The Enid News and Eagle, Enid, OK

March 6, 2006

Original $1.5 million has grown six times for Enid Community Foundation

By Robert Barron

That belief, plus her banking experience, has helped Stallings lead the Enid Community Foundation and help it grow.

Since college, she has worked with non-profit organizations, whose boards often need her skills.

The business skills she brings to the groups include reading financial statements and understanding trust agreements.

“You have to let things take their own course,” she said.

Stallings said all of the other board members and contributors to the Enid Community Foundation have also lent their expertise to the organization.

One of her goals is to educate people about what endowments can do so they will not be afraid of them. Stallings believes there still is a reluctance by many people to use endowments, fearing they will not be able to do what they want to do.

Often people discuss a project they have in mind during the grant cycle, and Stallings will know where they can collaborate on that idea to help make it grow.

Another reason the ECF has been successful is the small operating budget. The foundation operates with one full-time employee and volunteers from RSVP and expertise from board members.

The City of Enid also cooperated with ECF on rent for its office space in the Cherokee Strip Conference Center.

Main Street Enid and PEGASYS also have worked with the ECF, and together they have learned about each other, she said.

All of those, plus the volunteers, have made the organization a success.
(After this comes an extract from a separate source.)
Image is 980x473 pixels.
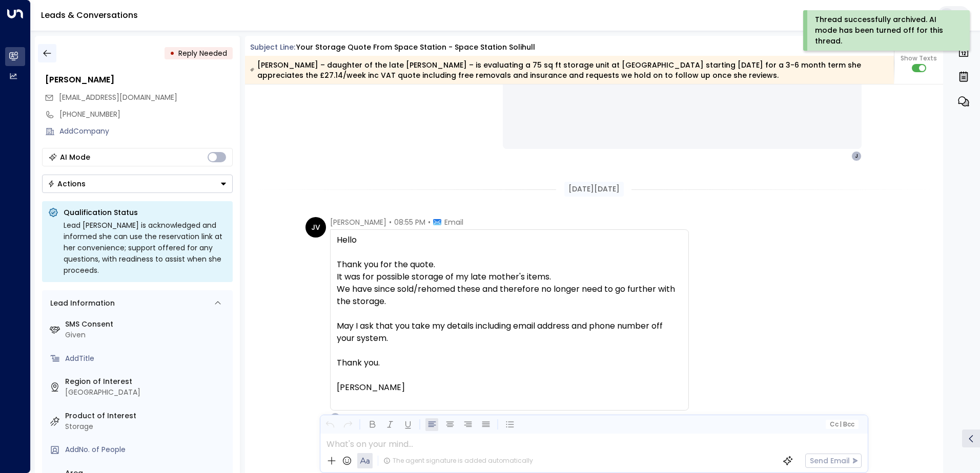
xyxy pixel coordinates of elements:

ECF has grown from the original gift by the Sisters of Mercy of $1.5 million to $6 million in assets and $250,000 in total grants in 2005.
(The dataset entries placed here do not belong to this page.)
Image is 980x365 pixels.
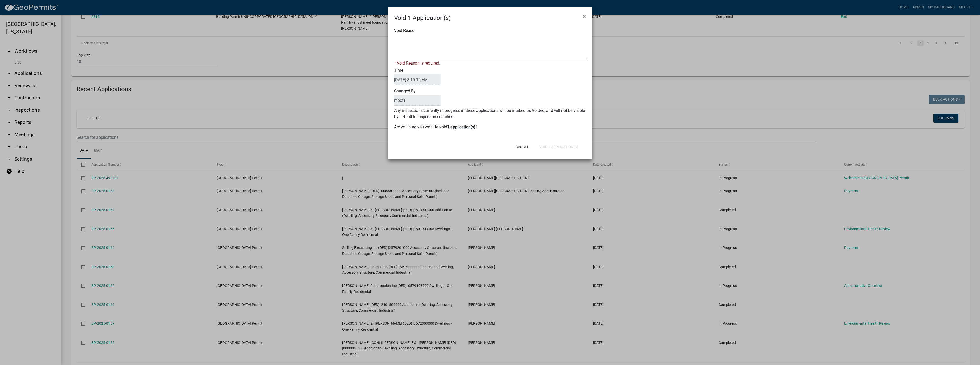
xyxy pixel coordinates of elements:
[394,13,451,23] h4: Void 1 Application(s)
[396,34,588,60] textarea: Void Reason
[583,13,586,20] span: ×
[394,68,441,85] label: Time
[394,124,586,130] p: Are you sure you want to void ?
[394,89,441,106] label: Changed By
[579,9,590,23] button: Close
[394,29,417,33] label: Void Reason
[448,124,475,129] b: 1 application(s)
[394,75,441,85] input: DateTime
[394,60,586,66] div: * Void Reason is required.
[394,107,586,120] p: Any inspections currently in progress in these applications will be marked as Voided, and will no...
[535,143,582,152] button: Void 1 Application(s)
[511,143,533,152] button: Cancel
[394,95,441,106] input: BulkActionUser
Stallings said her job is to educate while the actual contacts are made by the board members.

A lot of the success has been in the timing.
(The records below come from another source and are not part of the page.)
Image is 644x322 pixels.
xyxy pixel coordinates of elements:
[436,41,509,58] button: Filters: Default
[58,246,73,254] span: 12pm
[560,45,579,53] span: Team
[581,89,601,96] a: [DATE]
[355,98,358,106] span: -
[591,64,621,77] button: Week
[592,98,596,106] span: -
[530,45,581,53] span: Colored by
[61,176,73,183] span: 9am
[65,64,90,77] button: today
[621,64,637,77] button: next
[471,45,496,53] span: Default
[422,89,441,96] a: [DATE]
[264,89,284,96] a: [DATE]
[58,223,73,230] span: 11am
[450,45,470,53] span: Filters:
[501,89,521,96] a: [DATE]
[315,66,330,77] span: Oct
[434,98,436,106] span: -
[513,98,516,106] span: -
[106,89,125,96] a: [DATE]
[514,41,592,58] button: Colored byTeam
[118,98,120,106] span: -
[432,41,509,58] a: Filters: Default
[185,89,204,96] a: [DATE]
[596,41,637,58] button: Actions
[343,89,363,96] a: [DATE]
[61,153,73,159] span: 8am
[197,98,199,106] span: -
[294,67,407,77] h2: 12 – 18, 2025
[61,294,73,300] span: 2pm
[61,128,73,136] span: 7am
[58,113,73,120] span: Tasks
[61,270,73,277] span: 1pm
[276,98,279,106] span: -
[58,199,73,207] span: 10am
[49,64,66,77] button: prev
The original board was started by Kelly Champlin, who saw what was happening in the community and the opportunity; Tim Traynor who had been thinking about a community foundation for several years; and Allan McCobb of the United Way of Enid and Northwest Oklahoma, who knew the difference endowments make.

Stallings had worked with a non-profit consultant from Oklahoma City and was familiar with how the ECF would operate when she was offered the job.

“All the pieces came together at the right time,” she said.

Enid Community Foundation Board president Todd Humphrey said Stallings’ experience was “fantastic.”

As a lender with Bank of Oklahoma, Stallings worked with the trust department and gained extensive knowledge working with non-profit groups, he said.

“When she was hired there was very little teaching done,” Humphrey said.

Stallings also attended workshops hosted by groups like Sarkeys Foundation and what she did not know, she learned.

“She continues to do that training, and now they are asking her to make the presentations,” he said. “She hit the ground running and it has taken off. She works long hours, nights and weekends, it makes my job as president pretty easy,” he said.

The ECF can be an economic development tool. Many communities do not have a community foundation and she believes Enid’s foundation is evidence to companies of Enid’s quality of life.

Stallings also would like to see more education on the money from Enid to state and national organizations. She said the ECF can create endowments for organizations here and the funding will stay local and benefit the community at the same time.